Unlike the aspiration central to Western landscape painting—ie, to paint a particular location from a fixed standpoint—Chinese landscape painting aimed to incorporate the essence of thousands of mountains, the accumulated sights of a lifetime into one composite landscape. Thus, to look upon a landscape painting in the Chinese tradition was to feel connected to the full scope of places and living things. In a Chinese landscape painting, mountains, foliage, rocks, and streams in the painting were not mere objects; they often were invested with human-like qualities. In “The Lofty Truth of Forests and Streams,” Guo Xi’s son speaks of the water of mountains as “blood,” foliage as “hair,” and rocks as “bones,” which hearkens back to earlier theories by Chinese critics as to what makes a good painting, like the Six Laws of Chinese Painting written in the fifth century CE.29

In today’s technologically driven age and urban society, we risk losing a strong sense of connection to the outdoors. Chinese landscape painting enlivens our sense of partnership with nature and reminds us of the wisdom of the ancient Chinese saying tian ren heyi (“the heavens and humanity together in harmony”).30 Ask your students how this differs from what they have experienced or know of in the West.

NOTES

1. For more discussion on the early development of landscape in China, see Sherman E. Lee, Chinese Landscape Painting: The Cleveland Museum of Art(London: Prentice-Hall International, 1975), 3, 9.

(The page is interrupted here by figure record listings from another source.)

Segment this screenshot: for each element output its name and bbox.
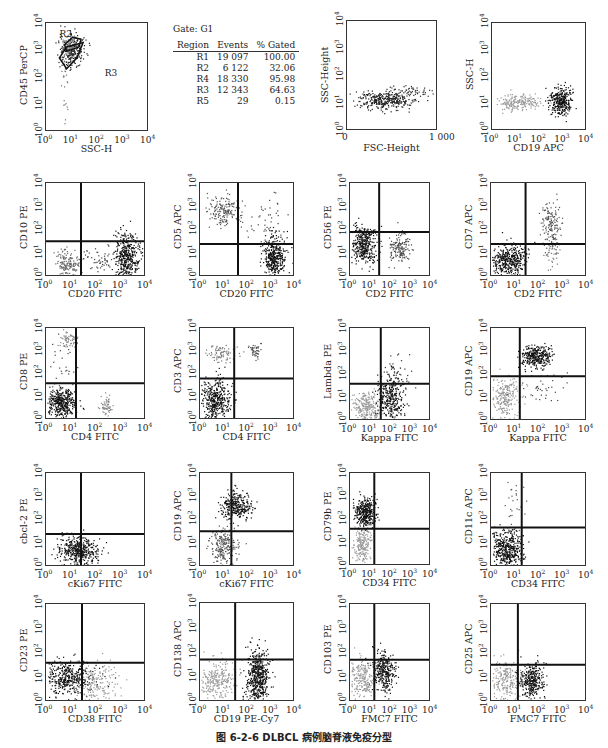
cell: R3 — [173, 85, 213, 96]
y-tick-label: 100 — [477, 411, 489, 426]
header-events: Events — [213, 40, 253, 52]
y-axis-label: CD25 APC — [463, 624, 474, 675]
y-tick-label: 102 — [186, 220, 198, 235]
y-tick-label: 100 — [336, 692, 348, 707]
y-tick-label: 102 — [186, 510, 198, 525]
x-axis-label: CD2 FITC — [490, 288, 586, 299]
y-tick-label: 101 — [186, 668, 198, 683]
y-axis-label: cbcl-2 PE — [18, 499, 29, 544]
y-tick-label: 100 — [478, 121, 490, 136]
table-row: R119 097100.00 — [173, 52, 299, 64]
y-axis-label: CD19 APC — [463, 345, 474, 396]
plot-area — [45, 327, 145, 419]
x-axis-label: CD19 PE-Cy7 — [199, 713, 294, 724]
x-axis-label: CD2 FITC — [349, 288, 430, 299]
y-tick-label: 101 — [336, 244, 348, 259]
y-tick-label: 103 — [477, 197, 489, 212]
x-axis-label: FMC7 FITC — [490, 713, 586, 724]
y-tick-label: 104 — [336, 594, 348, 609]
gate-label-r3: R3 — [105, 68, 118, 78]
x-axis-label: CD34 FITC — [349, 577, 430, 588]
x-axis-label: CD19 APC — [491, 142, 586, 153]
y-tick-label: 104 — [186, 463, 198, 478]
x-axis-label: CD20 FITC — [199, 288, 294, 299]
y-tick-label: 103 — [32, 487, 44, 502]
y-tick-label: 104 — [333, 11, 345, 26]
y-tick-label: 103 — [336, 619, 348, 634]
plot-area — [45, 603, 145, 701]
y-tick-label: 104 — [477, 463, 489, 478]
y-tick-label: 100 — [186, 410, 198, 425]
y-axis-label: SSC-H — [464, 58, 475, 90]
y-tick-label: 103 — [186, 341, 198, 356]
cell: 0.15 — [252, 96, 299, 107]
y-tick-label: 100 — [333, 121, 345, 136]
header-region: Region — [173, 40, 213, 52]
region-table: Region Events % Gated R119 097100.00 R26… — [173, 40, 299, 107]
y-tick-label: 101 — [477, 388, 489, 403]
y-tick-label: 102 — [477, 510, 489, 525]
y-tick-label: 102 — [32, 68, 44, 83]
x-axis-label: SSC-H — [45, 143, 148, 154]
y-tick-label: 103 — [32, 619, 44, 634]
y-axis-label: CD19 APC — [172, 491, 183, 542]
y-tick-label: 101 — [32, 244, 44, 259]
y-tick-label: 101 — [32, 534, 44, 549]
x-axis-label: FSC-Height — [346, 142, 437, 153]
y-tick-label: 103 — [478, 40, 490, 55]
y-axis-label: Lambda PE — [322, 344, 333, 399]
figure-caption: 图 6-2-6 DLBCL 病例脑脊液免疫分型 — [0, 729, 608, 744]
y-tick-label: 100 — [32, 267, 44, 282]
table-row: R5290.15 — [173, 96, 299, 107]
y-tick-label: 103 — [186, 487, 198, 502]
y-tick-label: 104 — [478, 13, 490, 28]
plot-area — [349, 472, 430, 565]
y-tick-label: 104 — [336, 463, 348, 478]
x-axis-label: CD4 FITC — [45, 431, 145, 442]
y-axis-label: CD3 APC — [172, 348, 183, 392]
y-tick-label: 104 — [186, 173, 198, 188]
y-tick-label: 103 — [32, 341, 44, 356]
x-axis-label: FMC7 FITC — [349, 713, 430, 724]
cell: 100.00 — [252, 52, 299, 64]
y-tick-label: 104 — [477, 173, 489, 188]
y-tick-label: 104 — [32, 318, 44, 333]
plot-area — [490, 327, 586, 420]
cell: R2 — [173, 63, 213, 74]
y-tick-label: 100 — [336, 267, 348, 282]
y-tick-label: 102 — [32, 510, 44, 525]
cell: 64.63 — [252, 85, 299, 96]
y-tick-label: 100 — [336, 556, 348, 571]
y-axis-label: CD45 PerCP — [18, 45, 29, 105]
plot-area — [45, 182, 145, 276]
y-tick-label: 102 — [333, 66, 345, 81]
plot-area — [490, 603, 586, 701]
y-tick-label: 100 — [186, 692, 198, 707]
y-axis-label: CD79b PE — [322, 491, 333, 540]
plot-area — [199, 472, 294, 566]
y-axis-label: CD8 PE — [18, 353, 29, 390]
plot-area — [199, 182, 294, 276]
cell: 19 097 — [213, 52, 253, 64]
plot-area — [199, 327, 294, 419]
y-tick-label: 103 — [477, 619, 489, 634]
x-axis-label: CD4 FITC — [199, 431, 294, 442]
y-axis-label: CD11c APC — [463, 488, 474, 544]
y-tick-label: 100 — [32, 692, 44, 707]
y-axis-label: CD5 APC — [172, 204, 183, 248]
gate-title: Gate: G1 — [173, 24, 299, 34]
cell: R5 — [173, 96, 213, 107]
y-tick-label: 101 — [186, 534, 198, 549]
y-tick-label: 104 — [336, 173, 348, 188]
y-tick-label: 103 — [336, 197, 348, 212]
y-tick-label: 104 — [186, 318, 198, 333]
y-tick-label: 101 — [478, 94, 490, 109]
y-tick-label: 102 — [336, 220, 348, 235]
plot-area — [490, 182, 586, 276]
x-axis-label: CD34 FITC — [490, 578, 586, 589]
plot-area — [45, 472, 145, 566]
table-row: R26 12232.06 — [173, 63, 299, 74]
plot-area — [346, 20, 437, 130]
y-tick-label: 100 — [477, 692, 489, 707]
gate-label-r2: R2 — [59, 29, 72, 39]
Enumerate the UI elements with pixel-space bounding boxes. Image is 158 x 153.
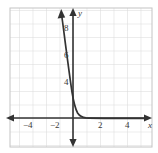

2. Zhaoming Qian, The Modernist Response to Chinese Art: Pound, Moore, Stevens (Charlottesville and London: University of Virginia Press, 2003), 12.

3. Ibid., 71.

4. The two quotations are cited and discussed in Rodney L. Taylor, “Companionship with the World: Roots and Branches of a Confucian Ecology,” Confucianism and Ecology: The Interrelation of Heaven, Earth, and Humans, eds.Mary Evelyn Tucker and John Berthrong (Cambridge: Harvard University Press, 1998), 48.

5. Ibid., 54.

6. Mencius IV, Part B: 26. trans. D.C. Lau (London: Penguin, 1970), 133.

7. Roger T. Ames and Henry Rosemont, Jr., trans., The Analects of Confucius: A Philosophical Translation, Analects 9.17 (New York: Random House/Ballentine, 1998),130.

8. Philip J. Ivanhoe, “Early Confucianism and Environmental Ethics,” Confucianism and Ecology, eds. Mary E. Tucker and John H. Berthrong (Cambridge: Harvard University Press, 1998), 68.

9. John H. Berthrong and Evelyn Nagai Berthrong, Confucianism: A Short Introduction (Oxford: Oneworld, 2000), 17.

10. Mencius VI, A: 8, trans. D.C. Lau, 164–65.

11. Ivanhoe, 68.

12. Daodejing, 8, trans. D.C. Lau, Lao Tzu Tao Te Ching (London: Penguin, 1963), 64.

13. Daodejing, 28; Ibid., 85.

14. See explanation in Ian Baker, The Heart of the World: A Journey to Tibet’s Lost Paradise (New York: Penguin, 2004), 403.

15. For an enlargeable image of Guo Xi’s Early Spring, go to http://tinyurl.com/dycqtnv.

16. Stanley Murashige, “Rhythm, Order, Change, and Nature in Guo Xi’s Early Spring,” Monumenta Serica 43 (1995): 340.

17. Ibid., 339–40; see also Alfreda Murck, Poetry and Painting in Song China: The Subtle Art of Dissent (Cambridge and London: Harvard-Yenching Institute Monograph Series, 2000), 34, 36.

18. Murck, 198.

19. Ibid., 36. See also Robert L. Thorp and Richard Ellis Vinograd, Chinese Art & Culture (Upper Saddle River, NJ: Pearson/Prentice Hall, 2006),248.

20. Susan Bush and Hsio-yen Shih, trans. and eds., Early Chinese Texts on Painting (Cambridge: Harvard-Yenching Institute, 1985), 153.

21. Murck, 34.

22. Murashige, 341.

23. Francois Jullien, The Great Image Has No Form, or On the Nonobject through Painting, trans. from French Jane Marie Todd (Chicago and London: University of Chicago, 2009), 122.

24. Ibid., 134–35. 25. Daodejing, 5, trans. D.C. Lau, 61.

26. Murashige, 352–53.

27. “The Lofty Truth of Forests and Streams,” Murashige, 349.

28. Ibid.

29. “The Lofty Truth of Forests and Streams,” Bush and Shih, 167.

30. For more on the affinity between traditional Chinese attitudes and modern environmentalism, see Judith Shapiro, Mao’s War against Nature: Politics and the Environment in Revolutionary China (Cambridge: Cambridge University Press, 2001), 212–215.